The Civil War. A crucible struggle. An informed citizen must study the war and understand that it wasn’t the Good Guys vs. the Bad Guys, a war fought simply to end the vicious institution of slavery. The questions raised – and fought over – remain pertinent. What kind of country do we inhabit? What are our working values? What does American democracy really mean? What kind of government do we want?
The Civil Rights Movement of the 1960s was, arguably, even more significant. Americans rose as one and shouted to the world that the dream could no longer be deferred. The time when we would be judged by “the content of [our] character” (to quote Martin Luther King) and not by our skin color had emphatically arrived. That too many citizens were systematically deprived of their rights was not a “Negro problem” or a “Southern problem” (I’m quoting Lyndon Johnson now); it was “an American problem”.
Christopher Hampton‘s sprawling and breath-takingly ambitious Appomattox (at the Guthrie, through Nov 11) is the second play (of three) in the Guthrie’s Hampton celebration (see HWTS’s review of his Tales From Hollywood). Appomattox addresses these massive subjects; indeed, the three and a half hour play in no way stints. Act One concerns the last feverish month of the Civil War: Robert E. Lee and the South’s furious will to survive; U.S. Grant’s willingness to expend thousands of lives in order to prevent them; the pointless burning of Richmond; Abraham Lincoln’s troubling premonitions of death, etc. Act Two is set in the Oval Office and in the South a hundred years later with the Civil Rights Movement in full flush. LBJ is trying to decide to how much prominence the Voting Rights Act will have even as he drags the nation into the horror of Viet Nam. In the South the Rev. Dr. Martin Luther King, Jr. leads a movement with thrilling momentum and genuine power.
Appomattox provides moment after moment of utter pleasure. Lincoln’s nightmares are beautifully staged with effective projections and the vastly talented Sally Wingert‘s potent reading of Mary Todd Lincoln. Shawn Hamilton plays T. Morris Chester, a journalist ensconced in the Virginia Senate Room with verve and compelling energy (Hamilton also excels as MLK in Act Two). As Lincoln and later as LBJ Harry Groener is compulsively watchable. He captures LBJ’s new-found passion perfectly; his rendering of the famous “we shall overcome” speech is spot-on, very moving. LBJ’s belittling of the verminous George Wallace (Mark Boyett) is priceless. The newly freed slaves in Richmond crowding around “Father Abraham” thanking him for their emancipation has bittersweet power; we know what horrors of oppression shortly await them. The play is filled with such treasures. Hampton is a writer of great power.

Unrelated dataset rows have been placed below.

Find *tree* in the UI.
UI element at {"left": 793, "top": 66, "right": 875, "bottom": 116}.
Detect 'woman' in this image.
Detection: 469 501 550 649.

But I also found Appomattox episodic and highly expositional. It abounds with “As you know”s and “I remember the time you”s. Too many scenes are entirely informational: this happened. The playwright sketches the material in then quickly moves on. One senses a checklist. Grant’s alcoholism, check.  His reputation as a squanderer of lives, check. Mary Lincoln’s debts, check. MLK’s philandering, LBJ’s crudeness, check. The size and scope of the play mean that too much – indeed, most – of the material is cursory and shallow. Civil Rights and the Civil War? Even in three and half hours one barely scratches the surface.
The informed citizen will want to delve much deeper into this history than Appomattox permits. Read James MacPherson’s Battle Cry Of Freedom, Taylor Branch’s multi-volume biography of MLK, Robert Caro’s multi-volume biography of LBJ. Rent Henry Hampton (no relation to the playwright)’s magisterial documentary Eyes On The Prize, Ken Burns’s terrific The Civil War. This material will enrich your life beyond belief.
For more info on John Olive please visit his website.